The paper "Attamba: Attending To Multi-Token States" introduces a novel architecture aimed at addressing limitations in existing transformer models, notably in handling long sequence dependencies efficiently. Transformers, renowned for their sequence modeling capabilities, are hindered by the quadratic scaling of attention mechanisms when processing extensive sequences. The Attamba architecture emerges as an innovative solution to these constraints, leveraging State-Space Models (SSMs) to compress multiple tokens into single representations, thus enhancing computational efficiency and maintaining model quality.

Key Contributions

  1. Integration of SSMs into Attention:
    • The core innovation in Attamba lies in replacing traditional key-value projection matrices with SSMs. This substitution allows for the compression of multiple tokens into a singular token representation, facilitating a reduction in computational overhead while effectively attending to the transformed representations.
  2. Efficient Token Chunking:
    • The architecture introduces cyclic and variable-length token chunking, which reduces biases from fixed chunk boundaries. By compressing sequences into token chunks, Attamba achieves over 8× KV-cache and attention savings with minimal impact on perplexity.
  3. Improved Computational Complexity:
    • Attamba offers a scalable transition between quadratic and linear complexity, optimizing efficiency with adaptable token chunking strategies enabled through SSMs.

Numerical Insights and Results

Attamba demonstrates notable efficiency improvements, showing approximately 4× smaller KV-Cache and attention FLOPs for a 5% increase in perplexity when compared with transformers of similar KV-Cache and attention footprint. Attamba maintains robustness against randomized chunk boundaries, evidencing its flexibility and potential scalability for practical applications.

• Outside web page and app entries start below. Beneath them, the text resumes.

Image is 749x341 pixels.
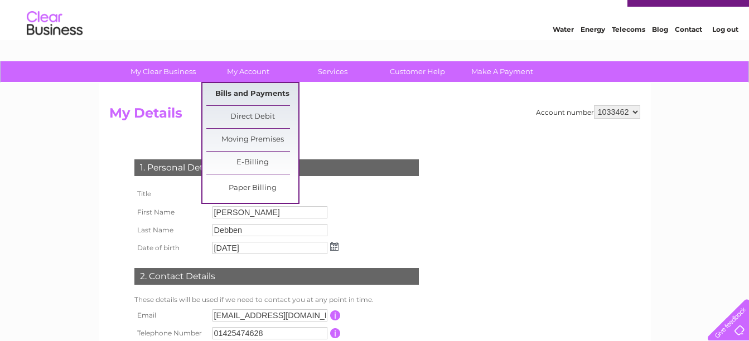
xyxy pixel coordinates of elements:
img: logo.png [26,29,83,63]
a: E-Billing [206,152,298,174]
a: Moving Premises [206,129,298,151]
th: Last Name [132,221,210,239]
a: Telecoms [612,47,645,56]
th: Date of birth [132,239,210,257]
div: 1. Personal Details [134,160,419,176]
a: Blog [652,47,668,56]
input: Information [330,311,341,321]
a: Water [553,47,574,56]
a: Energy [581,47,605,56]
th: Email [132,307,210,325]
a: Log out [712,47,738,56]
a: My Clear Business [117,61,209,82]
div: Account number [536,105,640,119]
a: Bills and Payments [206,83,298,105]
a: My Account [202,61,294,82]
a: Direct Debit [206,106,298,128]
a: 0333 014 3131 [539,6,616,20]
a: Contact [675,47,702,56]
a: Services [287,61,379,82]
div: Clear Business is a trading name of Verastar Limited (registered in [GEOGRAPHIC_DATA] No. 3667643... [112,6,639,54]
td: These details will be used if we need to contact you at any point in time. [132,293,422,307]
input: Information [330,329,341,339]
a: Paper Billing [206,177,298,200]
h2: My Details [109,105,640,127]
div: 2. Contact Details [134,268,419,285]
a: Make A Payment [456,61,548,82]
a: Customer Help [371,61,464,82]
th: First Name [132,204,210,221]
th: Title [132,185,210,204]
img: ... [330,242,339,251]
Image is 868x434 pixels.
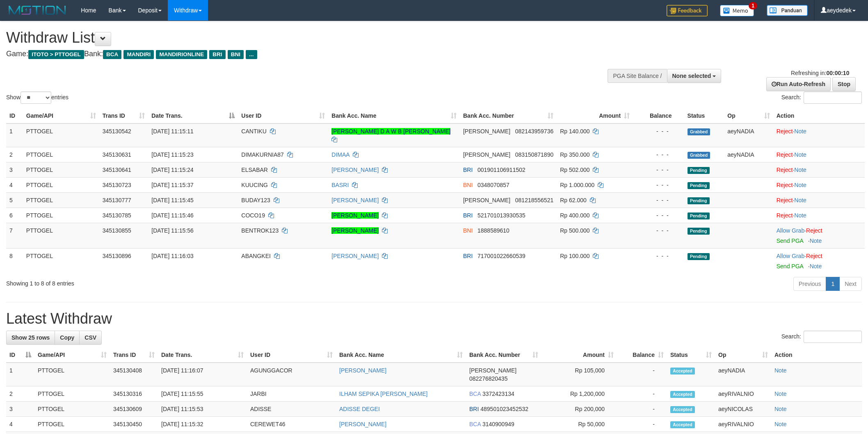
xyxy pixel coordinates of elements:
[99,108,149,124] th: Trans ID: activate to sort column ascending
[151,151,193,158] span: [DATE] 11:15:23
[560,197,587,204] span: Rp 62.000
[35,363,110,387] td: PTTOGEL
[79,331,102,345] a: CSV
[617,387,667,402] td: -
[687,253,710,260] span: Pending
[23,208,99,223] td: PTTOGEL
[773,208,865,223] td: ·
[463,167,473,173] span: BRI
[617,363,667,387] td: -
[331,182,348,188] a: BASRI
[331,253,379,260] a: [PERSON_NAME]
[340,367,386,374] a: [PERSON_NAME]
[242,128,266,135] span: CANTIKU
[23,223,99,248] td: PTTOGEL
[102,253,131,260] span: 345130896
[110,363,158,387] td: 345130408
[23,178,99,192] td: PTTOGEL
[480,406,528,413] span: Copy 489501023452532 to clipboard
[806,253,823,260] a: Reject
[151,167,193,173] span: [DATE] 11:15:24
[470,391,480,397] span: BCA
[541,347,617,363] th: Amount: activate to sort column ascending
[560,151,589,158] span: Rp 350.000
[617,402,667,417] td: -
[560,167,589,173] span: Rp 502.000
[670,406,695,413] span: Accepted
[151,212,193,219] span: [DATE] 11:15:46
[23,147,99,162] td: PTTOGEL
[687,152,710,159] span: Grabbed
[463,151,511,158] span: [PERSON_NAME]
[331,228,379,234] a: [PERSON_NAME]
[470,367,516,374] span: [PERSON_NAME]
[832,77,856,91] a: Stop
[247,402,336,417] td: ADISSE
[687,128,710,135] span: Grabbed
[242,182,268,188] span: KUUCING
[12,335,49,341] span: Show 25 rows
[687,197,710,204] span: Pending
[6,50,571,58] h4: Game: Bank:
[20,92,51,104] select: Showentries
[810,238,822,244] a: Note
[720,5,755,17] img: Button%20Memo.svg
[515,197,553,204] span: Copy 081218556521 to clipboard
[541,417,617,432] td: Rp 50,000
[247,417,336,432] td: CEREWET46
[773,248,865,274] td: ·
[715,417,771,432] td: aeyRIVALNIO
[477,167,525,173] span: Copy 001901106911502 to clipboard
[331,151,350,158] a: DIMAA
[209,50,225,59] span: BRI
[148,108,238,124] th: Date Trans.: activate to sort column descending
[6,276,356,288] div: Showing 1 to 8 of 8 entries
[477,253,525,260] span: Copy 717001022660539 to clipboard
[6,108,23,124] th: ID
[158,402,247,417] td: [DATE] 11:15:53
[110,387,158,402] td: 345130316
[687,228,710,235] span: Pending
[23,162,99,178] td: PTTOGEL
[158,363,247,387] td: [DATE] 11:16:07
[773,124,865,147] td: ·
[636,166,681,174] div: - - -
[151,197,193,204] span: [DATE] 11:15:45
[636,151,681,159] div: - - -
[633,108,684,124] th: Balance
[6,363,35,387] td: 1
[776,212,793,219] a: Reject
[238,108,328,124] th: User ID: activate to sort column ascending
[773,162,865,178] td: ·
[515,128,553,135] span: Copy 082143959736 to clipboard
[776,128,793,135] a: Reject
[247,347,336,363] th: User ID: activate to sort column ascending
[158,347,247,363] th: Date Trans.: activate to sort column ascending
[794,197,807,204] a: Note
[6,402,35,417] td: 3
[85,335,96,341] span: CSV
[23,192,99,208] td: PTTOGEL
[794,128,807,135] a: Note
[6,208,23,223] td: 6
[336,347,466,363] th: Bank Acc. Name: activate to sort column ascending
[6,248,23,274] td: 8
[6,124,23,147] td: 1
[35,387,110,402] td: PTTOGEL
[482,391,514,397] span: Copy 3372423134 to clipboard
[35,417,110,432] td: PTTOGEL
[102,128,131,135] span: 345130542
[794,151,807,158] a: Note
[636,181,681,189] div: - - -
[482,421,514,428] span: Copy 3140900949 to clipboard
[839,277,862,291] a: Next
[328,108,460,124] th: Bank Acc. Name: activate to sort column ascending
[684,108,725,124] th: Status
[803,331,862,343] input: Search:
[110,347,158,363] th: Trans ID: activate to sort column ascending
[23,108,99,124] th: Game/API: activate to sort column ascending
[636,252,681,260] div: - - -
[6,29,571,46] h1: Withdraw List
[156,50,207,59] span: MANDIRIONLINE
[667,347,715,363] th: Status: activate to sort column ascending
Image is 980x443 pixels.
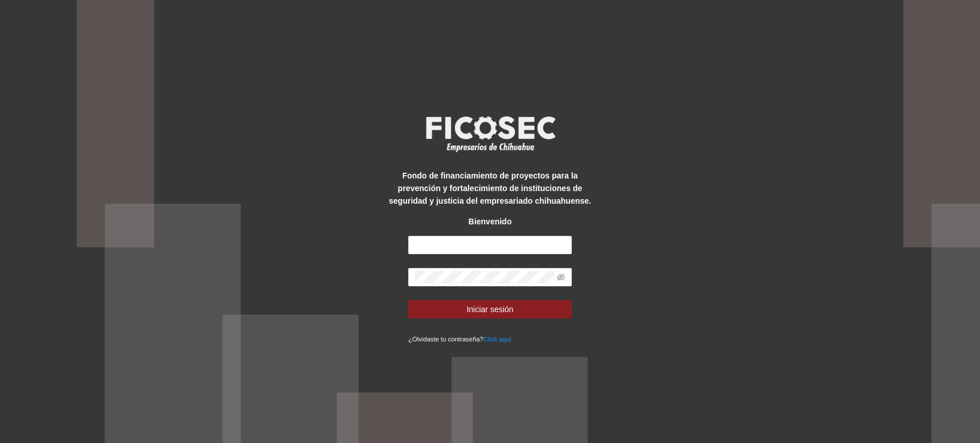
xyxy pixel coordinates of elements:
button: Iniciar sesión [408,300,572,318]
strong: Bienvenido [469,217,511,226]
small: ¿Olvidaste tu contraseña? [408,335,511,342]
span: eye-invisible [557,273,565,281]
span: Iniciar sesión [467,303,514,315]
a: Click aqui [483,335,511,342]
img: logo [419,112,562,155]
strong: Fondo de financiamiento de proyectos para la prevención y fortalecimiento de instituciones de seg... [389,171,591,206]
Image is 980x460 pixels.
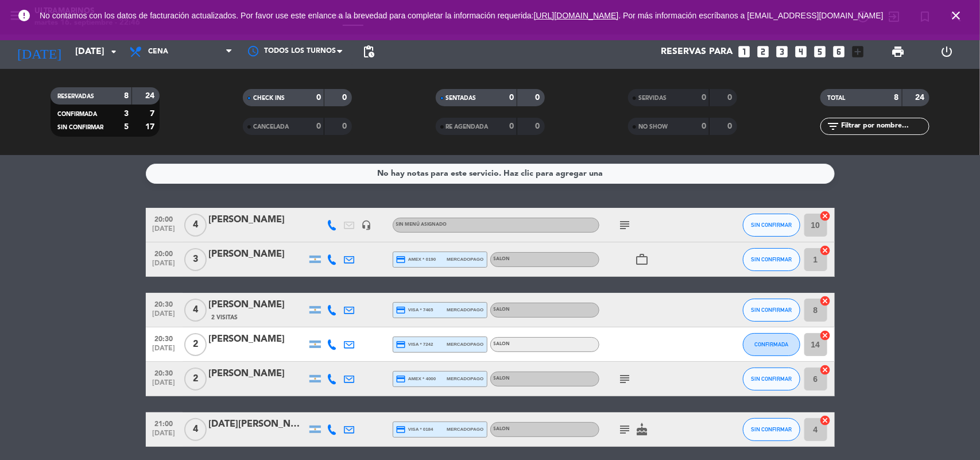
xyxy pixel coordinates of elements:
[342,94,349,102] strong: 0
[509,123,513,131] strong: 0
[396,374,407,384] i: credit_card
[212,313,238,322] span: 2 Visitas
[184,419,206,441] span: 4
[209,247,306,262] div: [PERSON_NAME]
[638,95,666,102] span: SERVIDAS
[209,213,306,228] div: [PERSON_NAME]
[826,119,840,133] i: filter_list
[396,222,447,227] span: Sin menú asignado
[209,298,306,313] div: [PERSON_NAME]
[362,220,372,230] i: headset_mic
[184,333,206,356] span: 2
[701,123,706,131] strong: 0
[107,45,121,58] i: arrow_drop_down
[535,94,542,102] strong: 0
[635,423,649,436] i: cake
[535,123,542,131] strong: 0
[253,95,285,102] span: CHECK INS
[184,214,206,237] span: 4
[396,374,436,384] span: amex * 4000
[396,305,433,315] span: visa * 7465
[146,92,157,100] strong: 24
[18,9,31,22] i: error
[916,94,927,102] strong: 24
[396,254,407,265] i: credit_card
[150,246,178,260] span: 20:00
[494,342,510,346] span: SALON
[618,11,883,20] a: . Por más información escríbanos a [EMAIL_ADDRESS][DOMAIN_NAME]
[840,120,929,132] input: Filtrar por nombre...
[150,260,178,273] span: [DATE]
[150,225,178,238] span: [DATE]
[396,425,433,435] span: visa * 0184
[534,11,618,20] a: [URL][DOMAIN_NAME]
[494,376,510,381] span: SALON
[57,111,97,117] span: CONFIRMADA
[756,44,771,59] i: looks_two
[774,44,789,59] i: looks_3
[446,124,489,130] span: RE AGENDADA
[743,419,800,441] button: SIN CONFIRMAR
[57,94,94,100] span: RESERVADAS
[446,95,476,102] span: SENTADAS
[184,298,206,321] span: 4
[342,123,349,131] strong: 0
[124,92,129,100] strong: 8
[794,44,809,59] i: looks_4
[150,109,157,117] strong: 7
[150,344,178,358] span: [DATE]
[618,423,632,436] i: subject
[40,11,883,20] span: No contamos con los datos de facturación actualizados. Por favor use este enlance a la brevedad p...
[727,123,734,131] strong: 0
[618,218,632,232] i: subject
[150,379,178,392] span: [DATE]
[743,248,800,271] button: SIN CONFIRMAR
[150,331,178,344] span: 20:30
[150,212,178,225] span: 20:00
[819,210,831,222] i: cancel
[819,295,831,306] i: cancel
[150,366,178,379] span: 20:30
[396,305,407,315] i: credit_card
[446,341,483,348] span: mercadopago
[701,94,706,102] strong: 0
[150,297,178,310] span: 20:30
[743,298,800,321] button: SIN CONFIRMAR
[751,426,791,433] span: SIN CONFIRMAR
[819,329,831,341] i: cancel
[737,44,752,59] i: looks_one
[446,256,483,263] span: mercadopago
[446,306,483,313] span: mercadopago
[316,123,321,131] strong: 0
[638,124,668,130] span: NO SHOW
[446,375,483,382] span: mercadopago
[751,256,791,262] span: SIN CONFIRMAR
[362,45,375,58] span: pending_actions
[819,245,831,256] i: cancel
[396,254,436,265] span: amex * 0190
[819,415,831,426] i: cancel
[751,222,791,228] span: SIN CONFIRMAR
[832,44,847,59] i: looks_6
[618,373,632,386] i: subject
[494,426,510,432] span: SALON
[124,109,129,117] strong: 3
[812,44,827,59] i: looks_5
[743,333,800,356] button: CONFIRMADA
[891,45,904,58] span: print
[9,39,70,64] i: [DATE]
[57,124,103,131] span: SIN CONFIRMAR
[150,310,178,323] span: [DATE]
[377,167,602,180] div: No hay notas para este servicio. Haz clic para agregar una
[148,48,168,56] span: Cena
[184,367,206,390] span: 2
[509,94,513,102] strong: 0
[751,306,791,313] span: SIN CONFIRMAR
[948,9,962,22] i: close
[754,341,788,348] span: CONFIRMADA
[751,375,791,382] span: SIN CONFIRMAR
[396,340,433,350] span: visa * 7242
[819,364,831,375] i: cancel
[662,47,733,57] span: Reservas para
[124,123,129,131] strong: 5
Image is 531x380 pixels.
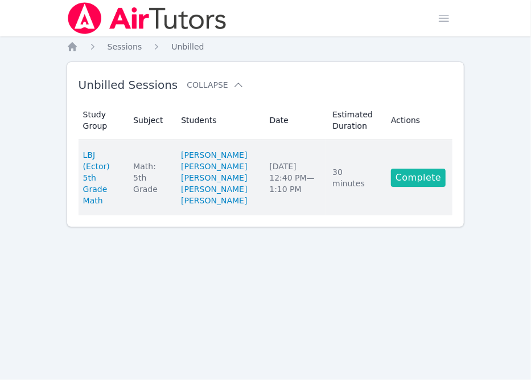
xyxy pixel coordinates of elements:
th: Subject [126,101,174,140]
a: LBJ (Ector) 5th Grade Math [83,149,120,206]
th: Study Group [79,101,127,140]
div: [DATE] 12:40 PM — 1:10 PM [269,161,319,195]
button: Collapse [187,79,244,91]
span: Sessions [108,42,142,51]
a: Complete [391,169,446,187]
th: Actions [384,101,453,140]
div: Math: 5th Grade [133,161,167,195]
nav: Breadcrumb [67,41,465,52]
tr: LBJ (Ector) 5th Grade MathMath: 5th Grade[PERSON_NAME][PERSON_NAME][PERSON_NAME][PERSON_NAME] [PE... [79,140,453,215]
img: Air Tutors [67,2,228,34]
a: Sessions [108,41,142,52]
div: 30 minutes [332,166,377,189]
th: Students [174,101,262,140]
a: [PERSON_NAME] [181,149,247,161]
span: Unbilled Sessions [79,78,178,92]
th: Estimated Duration [326,101,384,140]
a: [PERSON_NAME] [181,161,247,172]
a: [PERSON_NAME] [PERSON_NAME] [181,183,256,206]
a: [PERSON_NAME] [181,172,247,183]
a: Unbilled [171,41,204,52]
th: Date [262,101,326,140]
span: Unbilled [171,42,204,51]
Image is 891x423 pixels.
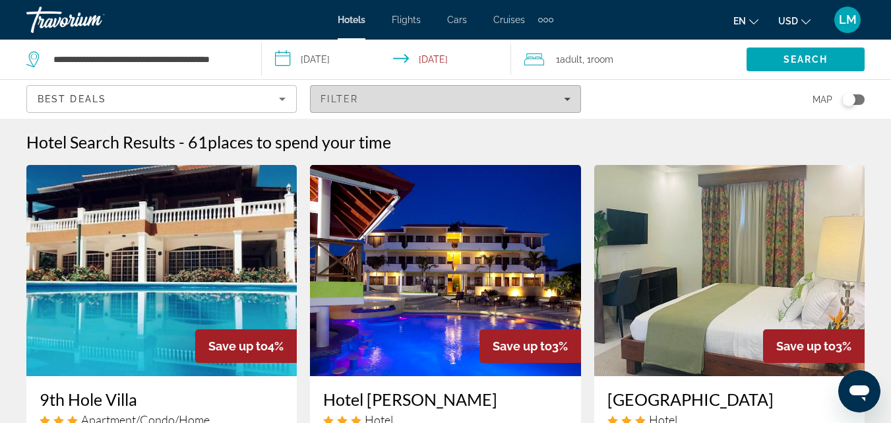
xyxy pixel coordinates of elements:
[839,13,857,26] span: LM
[594,165,865,376] img: Halibut Hotel
[783,54,828,65] span: Search
[38,91,286,107] mat-select: Sort by
[208,132,391,152] span: places to spend your time
[830,6,865,34] button: User Menu
[733,11,758,30] button: Change language
[26,165,297,376] img: 9th Hole Villa
[832,94,865,106] button: Toggle map
[323,389,567,409] a: Hotel [PERSON_NAME]
[310,165,580,376] img: Hotel Silvestre
[208,339,268,353] span: Save up to
[310,85,580,113] button: Filters
[591,54,613,65] span: Room
[338,15,365,25] a: Hotels
[556,50,582,69] span: 1
[26,3,158,37] a: Travorium
[447,15,467,25] a: Cars
[493,339,552,353] span: Save up to
[560,54,582,65] span: Adult
[40,389,284,409] a: 9th Hole Villa
[179,132,185,152] span: -
[321,94,358,104] span: Filter
[778,11,811,30] button: Change currency
[38,94,106,104] span: Best Deals
[479,329,581,363] div: 3%
[763,329,865,363] div: 3%
[812,90,832,109] span: Map
[262,40,510,79] button: Select check in and out date
[582,50,613,69] span: , 1
[747,47,865,71] button: Search
[392,15,421,25] a: Flights
[188,132,391,152] h2: 61
[493,15,525,25] a: Cruises
[607,389,851,409] a: [GEOGRAPHIC_DATA]
[778,16,798,26] span: USD
[52,49,241,69] input: Search hotel destination
[733,16,746,26] span: en
[511,40,747,79] button: Travelers: 1 adult, 0 children
[776,339,836,353] span: Save up to
[838,370,880,412] iframe: Button to launch messaging window
[195,329,297,363] div: 4%
[538,9,553,30] button: Extra navigation items
[26,132,175,152] h1: Hotel Search Results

In comparative experiments against baseline transformer architectures and models like Mamba, minGRU, and Hawk, Attamba showcased superior performance, especially in scenarios mimicking equivalent memory or computational constraints. This was particularly evident when matched against reduced KV-Cache size transformers, where Attamba maintained consistent efficiency advantages without the need to compromise on attention model dimensions or quality at increased sequence lengths.

Theoretical and Practical Implications

Attamba's integration of SSMs into the attention mechanism fosters a dual improvement in both computational efficiency and memory requirements. The ability to compress and efficiently attend across long sequences without degradation in expressivity points to a valuable advance in long-context modeling, with significant implications for the scalability of LLMs in resource-constrained environments.

Theoretical implications include the potential for hybrid architectures that combine attention mechanisms with SSMs, paving the way for more nuanced explorations of sequence compression in language modeling tasks. Practically, Attamba offers pathways to optimize existing NLP systems, especially in applications requiring extensive context processing.

Future Directions

The promising results of Attamba suggest several avenues for future research. Key considerations include extending evaluations to diverse long-context benchmarks and exploring more sophisticated chunk boundary selection strategies informed by token importance algorithms. Testing Attamba's efficacy on larger scale models and complex NLP tasks could provide insights into its generalizability and practical deployment scenarios.

Furthermore, investigating fine-tuning methodologies and chunk boundary robustness in pre-trained models might yield additional performance gains. As AI continues to evolve, models like Attamba represent steps toward more efficient and flexible language processing frameworks. The interplay between memory-efficient architectures and effective attention mechanisms is likely to remain a focal challenge, with Attamba contributing significant knowledge to this ongoing dialogue.